The Irish Republican Army (IRA) has reopened negotiations with Northern Ireland's disarmament chief, the outlawed group confirmed on Tuesday night in a brief statement.
The IRA moved hours after Gerry Adams, leader of the IRA-linked Sinn Fein party, said the IRA was willing to resume disarming after a 13-month hiatus -- but would not accept conditions designed to inflict public humiliation on the secretive organization.
In its one-line statement, the IRA offered no hint as to whether it intends to disarm fully and disband in support of Northern Ireland's six-year-old peace accord, as the governments of the UK and Ireland expect.
"The IRA leadership confirms that our representative has been in contact with and has met" the independent disarmament chief, retired Canadian general John de Chastelain, the group said.
The British and Irish prime ministers, Tony Blair and Bertie Ahern, were to travel to Belfast yesterday to unveil a joint peace package that has taken more than a year of negotiations to produce.
But a major dispute remained firmly in place on Tuesday -- whether the IRA would allow disarmament officials to photograph the destruction of the group's remaining weapons stockpiles.
The Democratic Unionist Party, which represents most of Northern Ireland's British Protestant majority, is demanding this as a condition for forming a new administration alongside its old enemies in Sinn Fein.
Adams, a reputed IRA commander since the mid-1970s, appeared to rule this out.

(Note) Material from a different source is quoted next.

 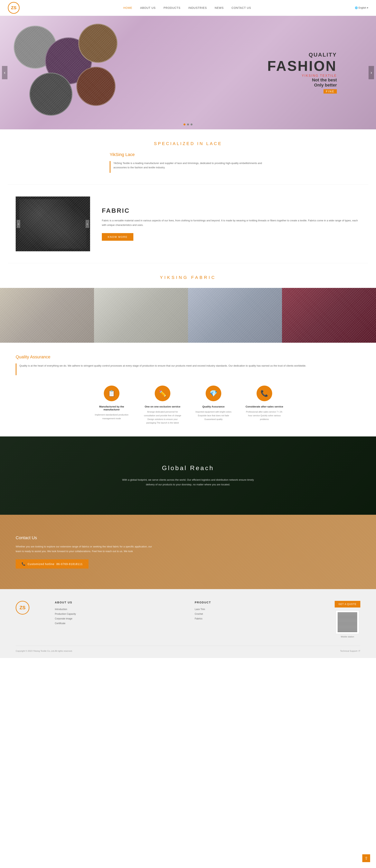 I want to click on global-reach-section: Global Reach With a global footprint, we…, so click(x=188, y=476).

"I recognize that some unionists have genuine concerns about verification of `arms beyond use,'" Adams said, using the deliberately ambiguous term used by the IRA to describe what disarmament officials are allowed to do with IRA weapons.
"But [Democratic Unionist leader] Ian Paisley has to recognize also that the IRA will not, as I said before, submit to a process of humiliation," Adams said.
The Democratic Unionists immediately accused Adams of seeking to pick the bits of the Anglo-Irish package he liked while ignoring others, such as photographed "proof" of IRA disarmament.
The governments' plans, presented confidentially to both Sinn Fein and the Democratic Unionists on Nov. 17, reportedly include a call on the IRA to allow photos of disarmament to be used to boost Protestant support for power-sharing.